● **Description of the task**
What is needed is an exact copy of the entries below, with the pictures left out.

-- Records follows --

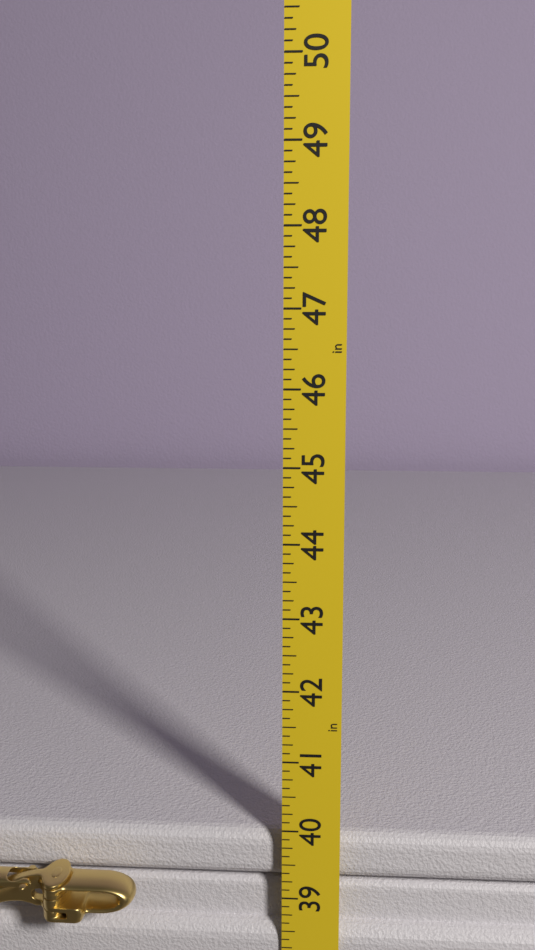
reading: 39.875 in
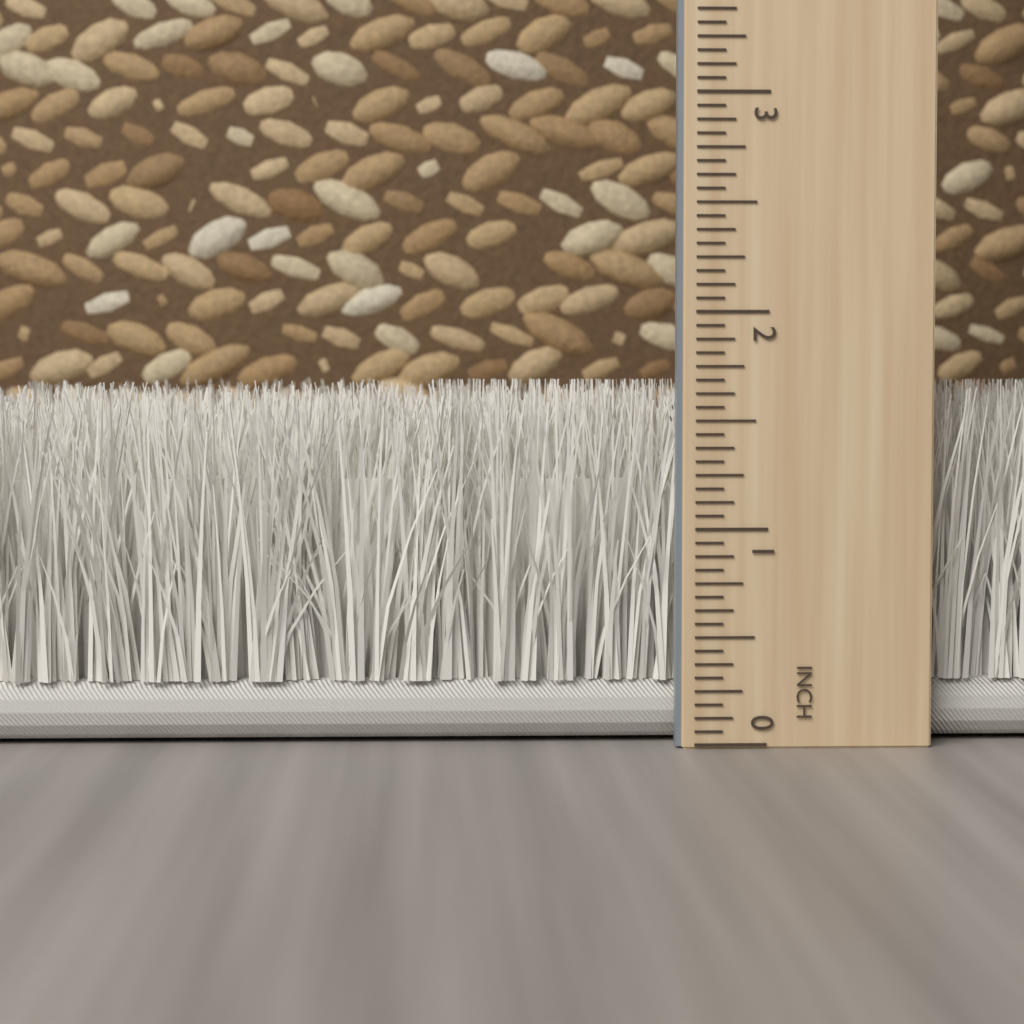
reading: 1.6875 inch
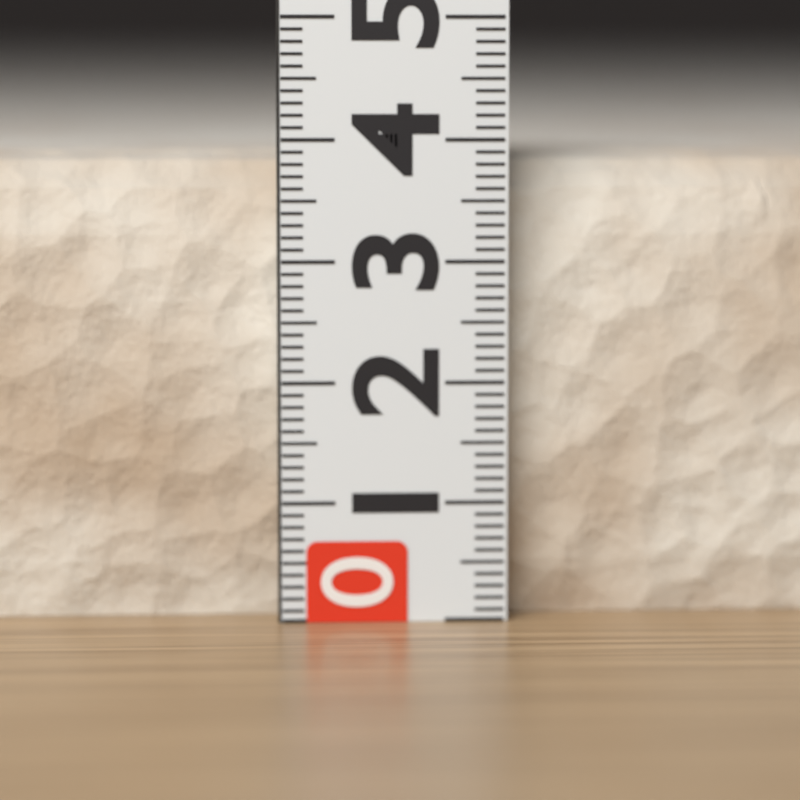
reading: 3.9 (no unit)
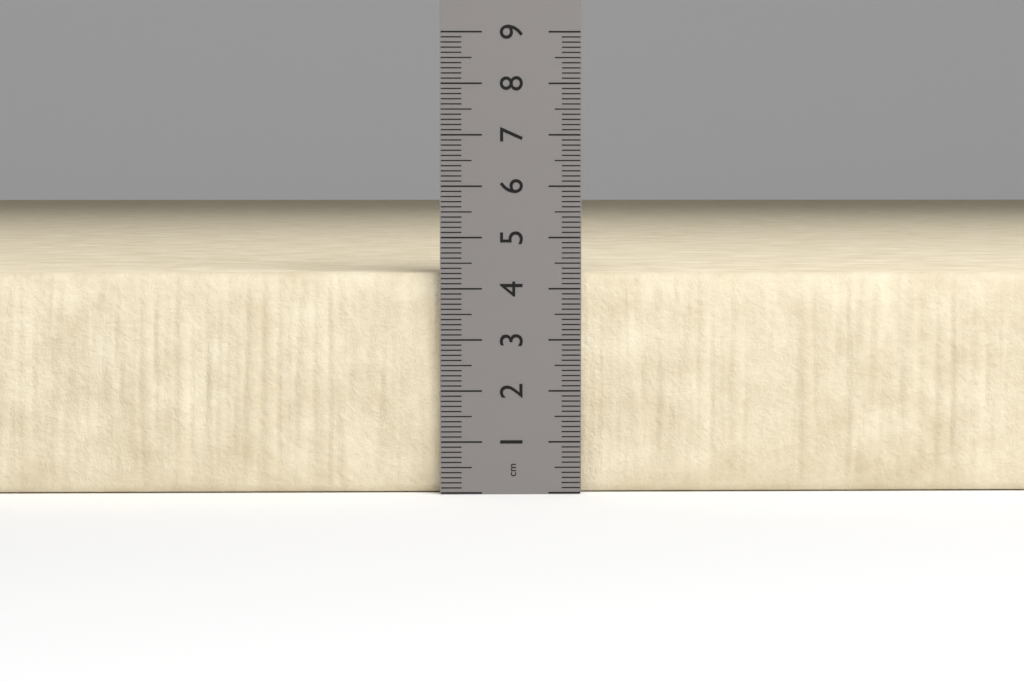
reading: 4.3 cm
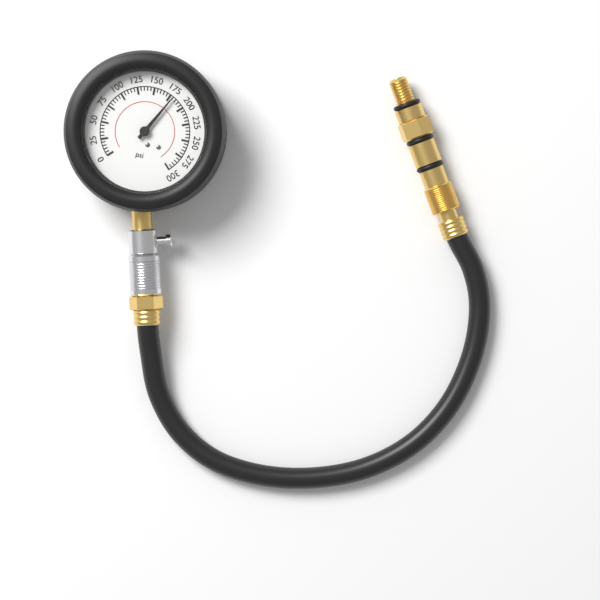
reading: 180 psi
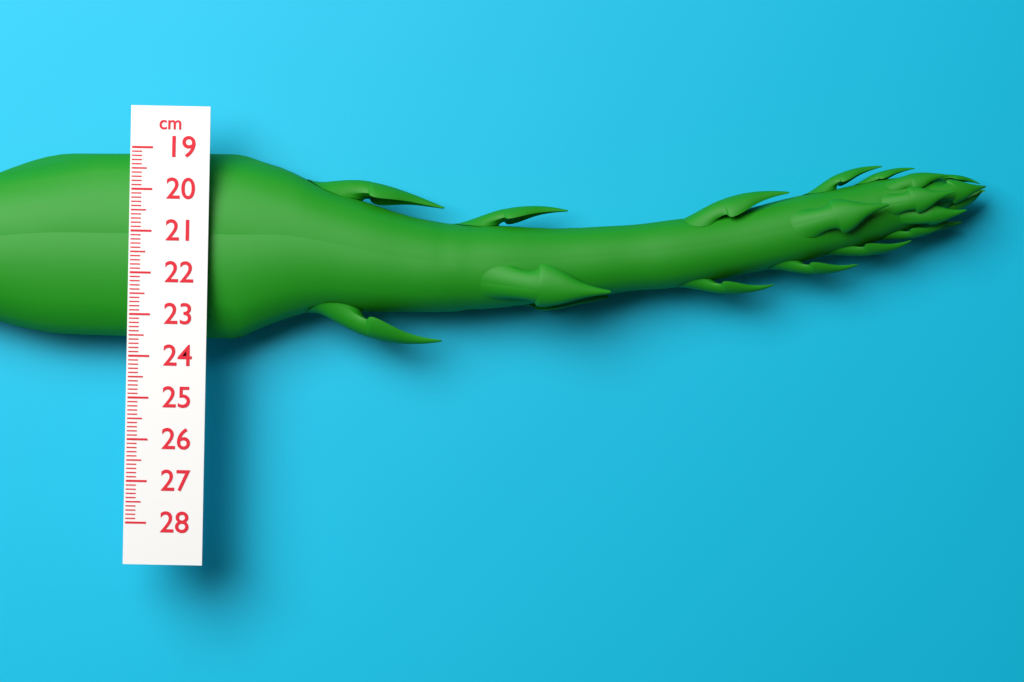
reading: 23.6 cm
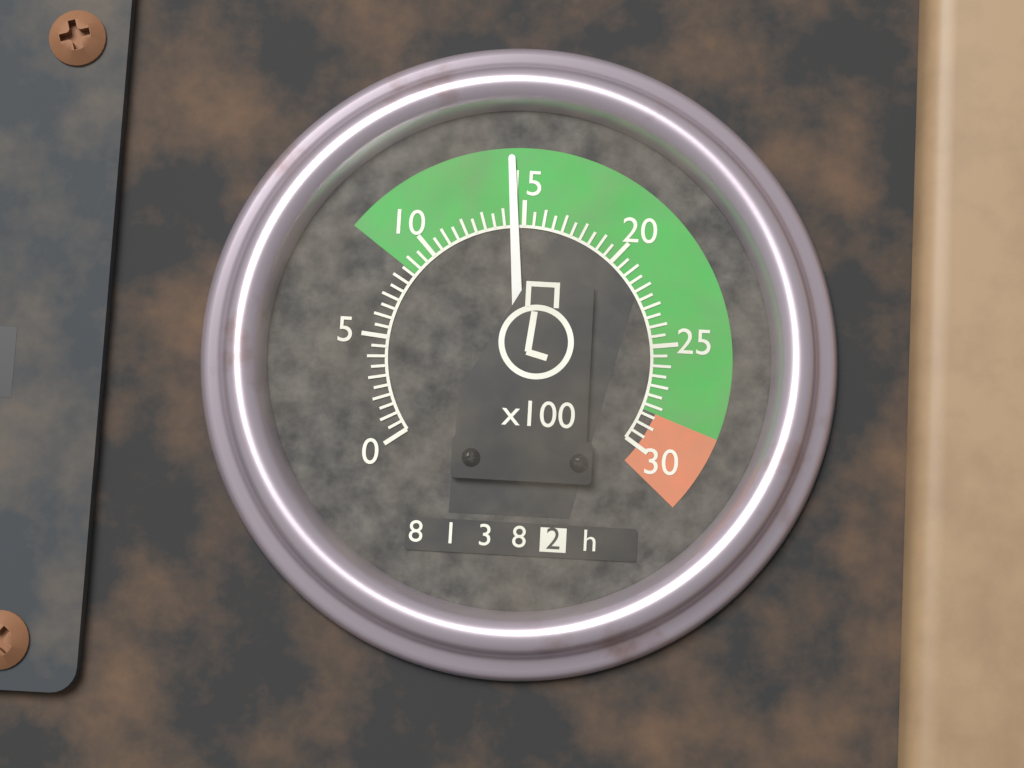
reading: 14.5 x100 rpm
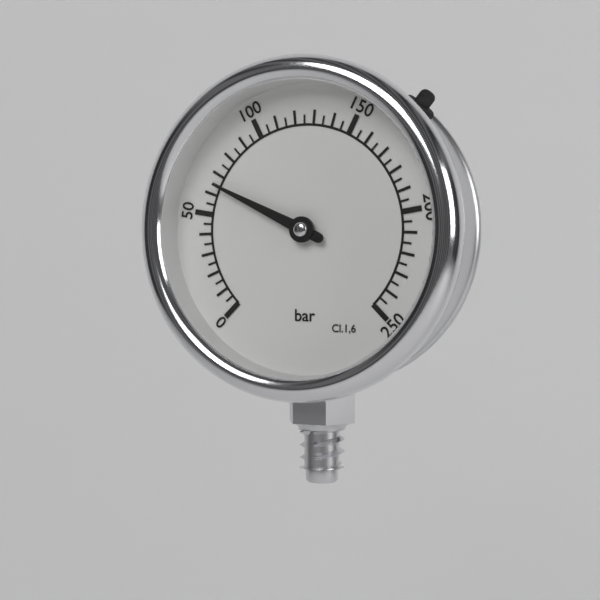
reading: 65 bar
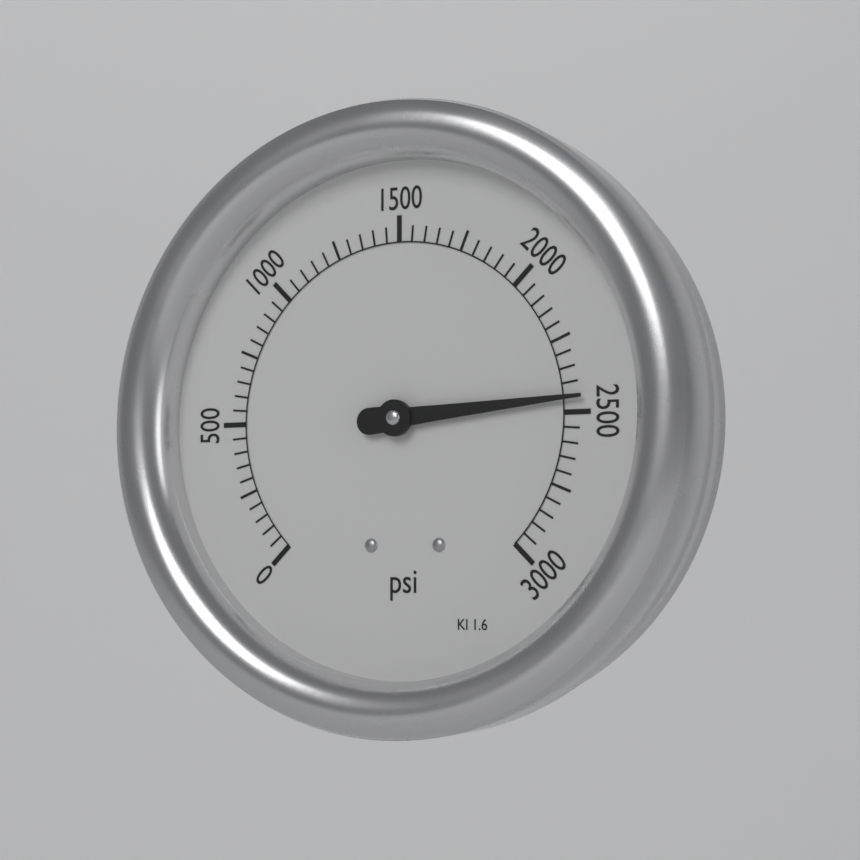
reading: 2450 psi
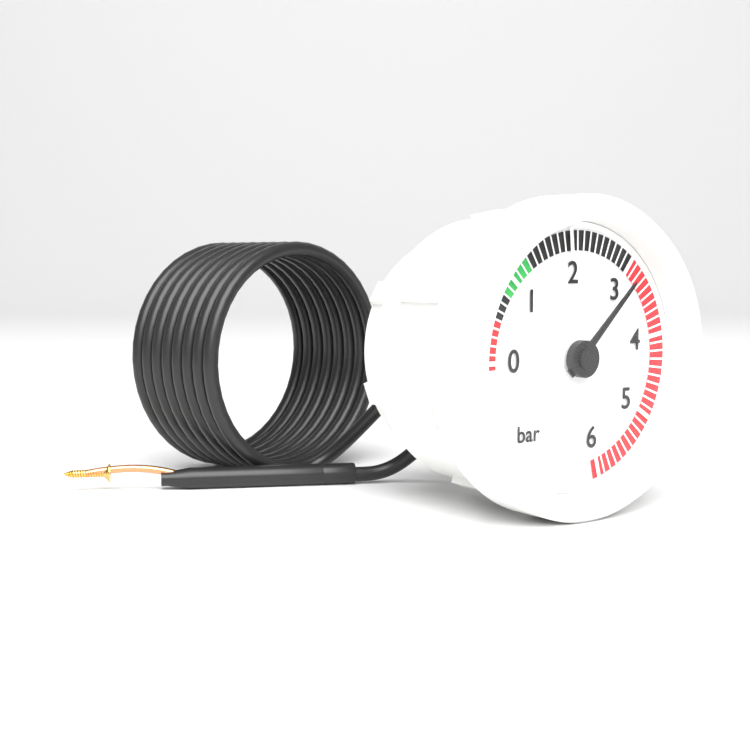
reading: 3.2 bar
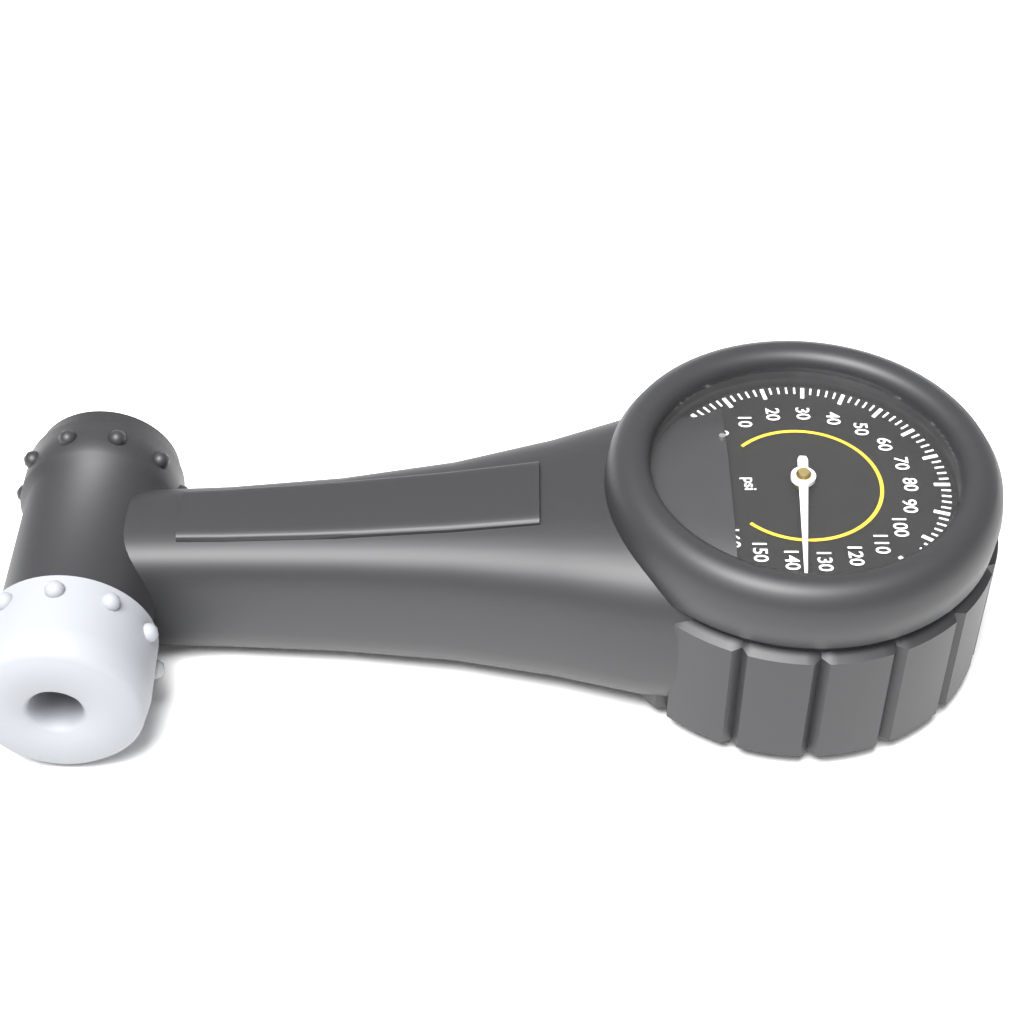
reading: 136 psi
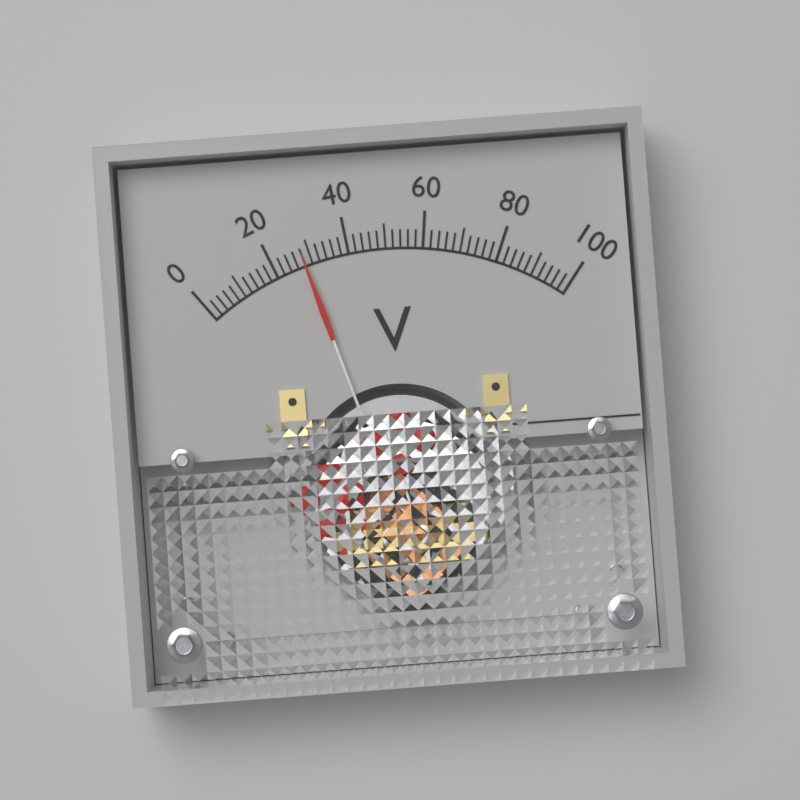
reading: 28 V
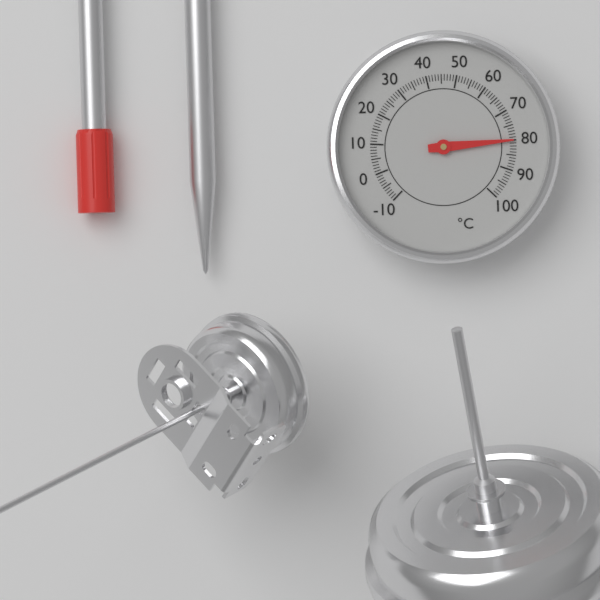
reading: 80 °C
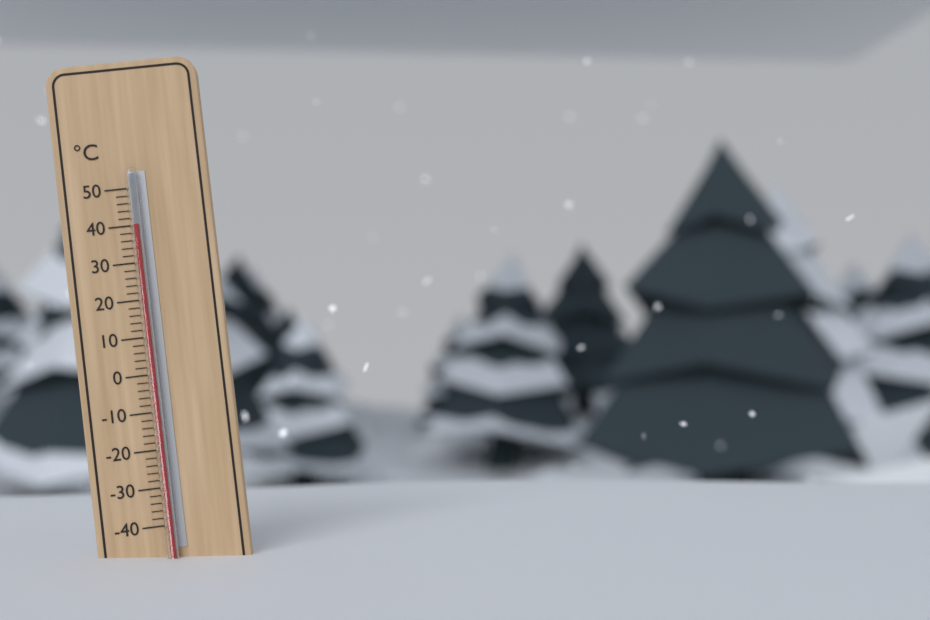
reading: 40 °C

-- Records concluded --

● **Finished task**
reading: 39.875 in
reading: 1.6875 inch
reading: 3.9 (no unit)
reading: 4.3 cm
reading: 180 psi
reading: 23.6 cm
reading: 14.5 x100 rpm
reading: 65 bar
reading: 2450 psi
reading: 3.2 bar
reading: 136 psi
reading: 28 V
reading: 80 °C
reading: 40 °C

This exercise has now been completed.